Thursday, November 20, 2003
squeak

Ian Bicking talks a bit about Squeak and Morphic.

I have to say that my experience echoes his. Squeak is a lot of fun to play with, but when it comes to taking your idea to the next level and putting it in a form that the rest of the world can play with, it falls short. If your entire environment is Squeak, you're fine. But as soon as you want to cross the boundary into the rest of the world in your computer, it starts to get very frustrating. I'm not talking about using OS services like networking and files, one of my personal frustrations is that Squeak's UI is its own. It doesn't even attempt to use native stuff. I suspect that Ian and I are talking about different issues here, but he never really clarifies what he means when he says that he "found it extremely difficult to achieve that last 5% of the development process -- great for making toys, but hard to make real tools."

I guess my frustration with Squeak goes beyond its lack of native widgets. It's more of the Squeak attitude. Anyone who has read my stuff here for a length of time knows that I hold Smalltalk in high regard. It's my touchstone for programming languages and environments. (Side note -- Squeak is one of the few direct descendants of Smalltalk-80, even closer than the Parcplace Smalltalks that came out in the 80's and 90's) But Smalltalk-80 wants to be it's own universe. Smalltalk works best when talking to Smalltalk. Smalltalk imposes an entire environment on you if you want to play with it. Running Smalltalk without a GUI is possible, but it just doesn't feel right, whereas with Python (and Perl and Java and pretty much all other common programming languages and libraries) operates just fine without imposing a particular GUI or even a GUI at all.

I'm not doing a good job of explaining this. I guess what I'm saying is that Smalltalk requires more of a commitment to its way of doing things than other languages. That could also be why it inspires such fervor in its disciples.

If anything, Smalltalk serves as a source of inspiration. It leaves you with a glimpse of what is possible, if you just lived in a different world for a while. It makes you want to expand that world to be all-encompassing. It makes you WANT to be a zealot.

It certainly drives me to bring some of that ability to Python, or at least to tools that make developing Python code a similar experience.

I should add Ian to my side links -- I read his stuff enough.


> _Task requirements_: Start at the line in the entries below that contains "pixels, height=420 pixels.", stop at the line that contains "Describe the element at coordinates (136, 530)", and output exactly the lines in that span, both ends included.

> _Available data_:
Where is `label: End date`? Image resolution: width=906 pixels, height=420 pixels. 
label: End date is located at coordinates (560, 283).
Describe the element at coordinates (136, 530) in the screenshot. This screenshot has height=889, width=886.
---
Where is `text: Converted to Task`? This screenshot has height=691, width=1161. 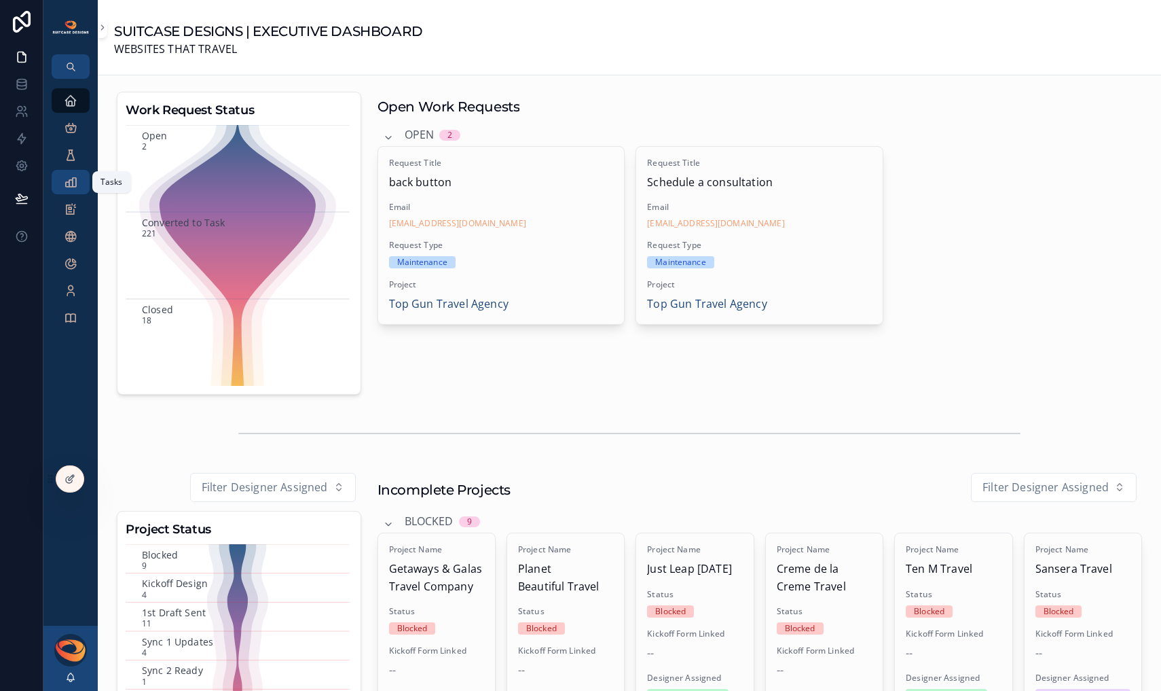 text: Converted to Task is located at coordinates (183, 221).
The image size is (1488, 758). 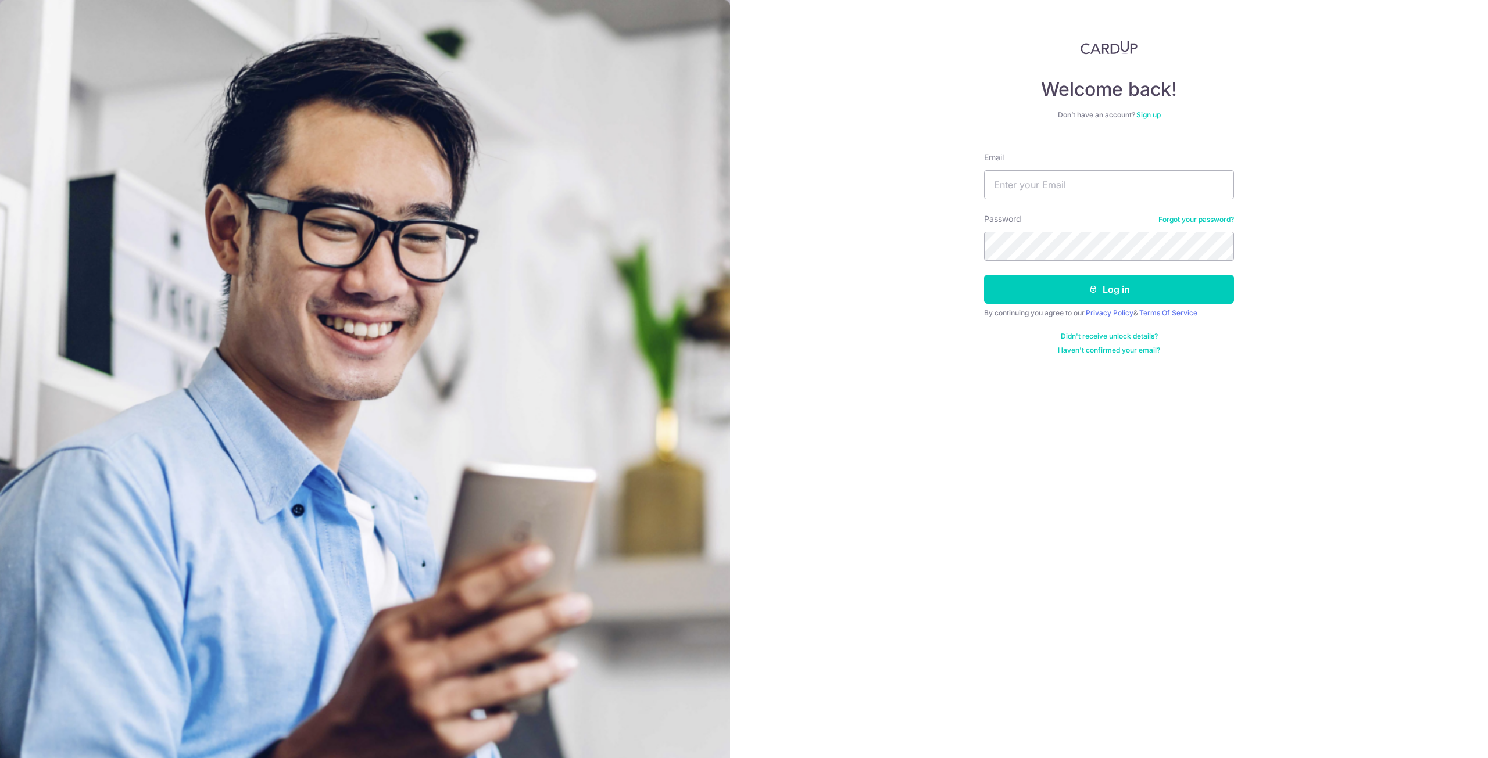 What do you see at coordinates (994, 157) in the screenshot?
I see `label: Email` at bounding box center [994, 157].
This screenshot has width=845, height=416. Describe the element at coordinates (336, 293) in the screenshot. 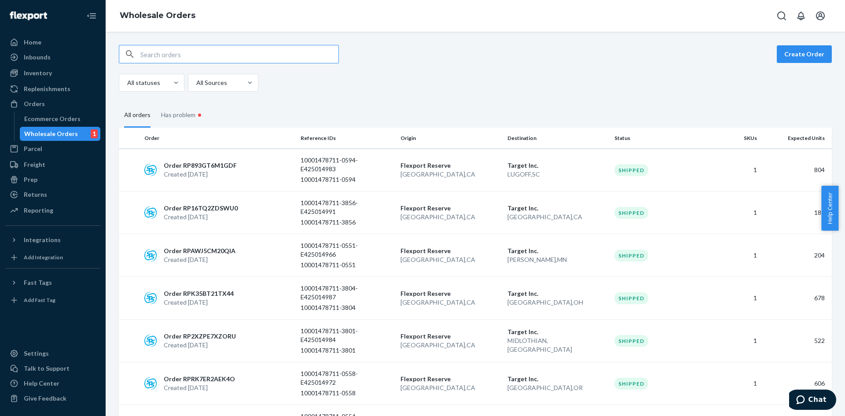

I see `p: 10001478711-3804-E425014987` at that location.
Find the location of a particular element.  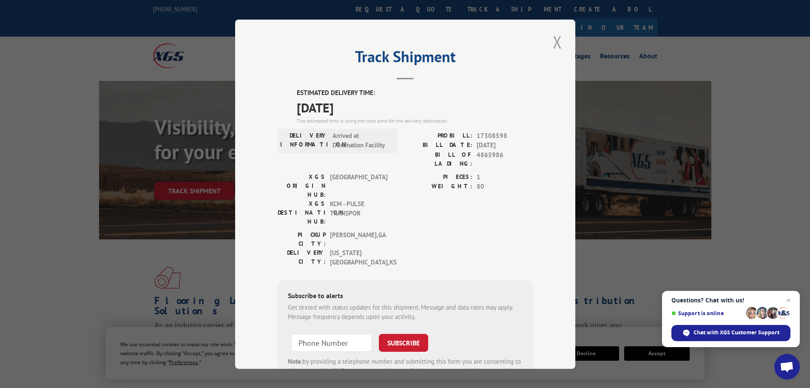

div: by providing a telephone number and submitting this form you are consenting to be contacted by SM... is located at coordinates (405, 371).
--
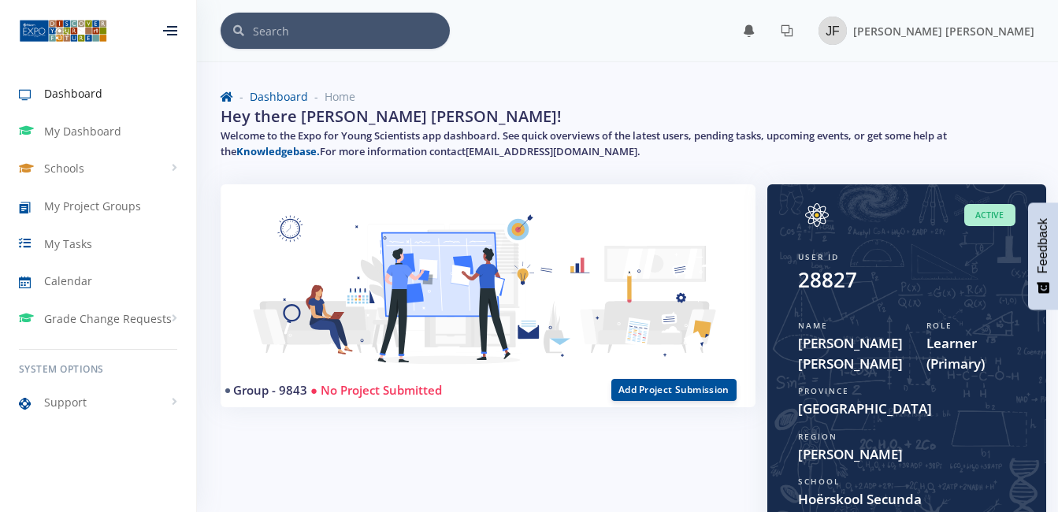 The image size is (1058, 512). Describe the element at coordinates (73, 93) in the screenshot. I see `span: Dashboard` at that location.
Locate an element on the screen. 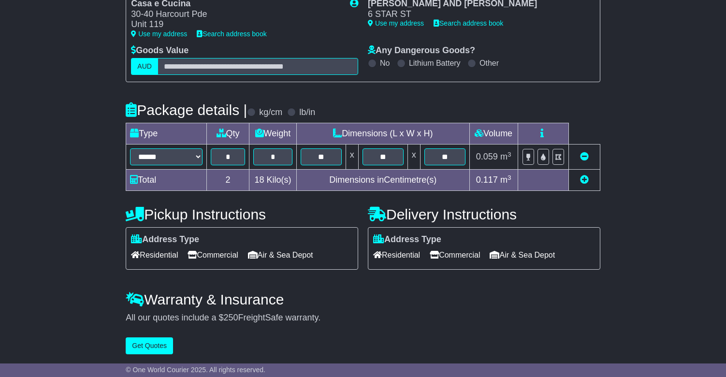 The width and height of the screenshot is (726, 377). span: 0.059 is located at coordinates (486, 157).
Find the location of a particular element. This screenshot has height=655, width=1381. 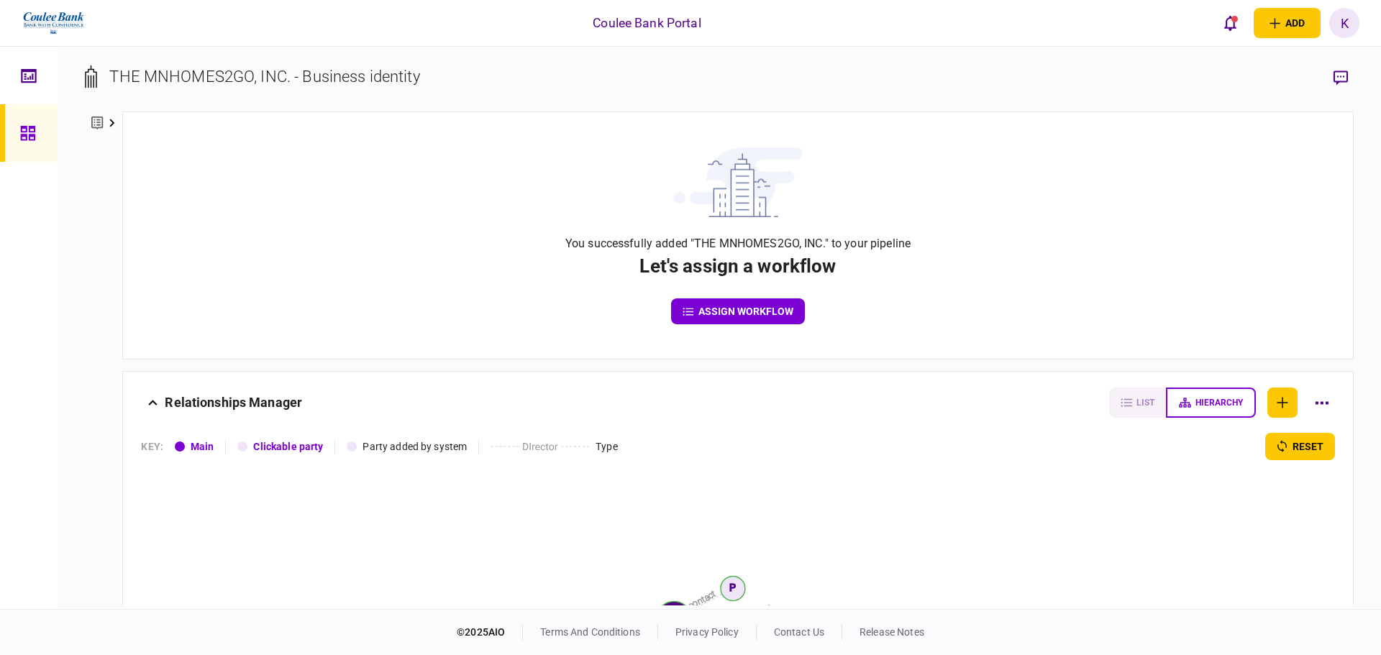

> _Reply_:
Where is `label: End date`? Image resolution: width=906 pixels, height=420 pixels. 
label: End date is located at coordinates (560, 283).
Describe the element at coordinates (136, 530) in the screenshot. This screenshot has height=889, width=886.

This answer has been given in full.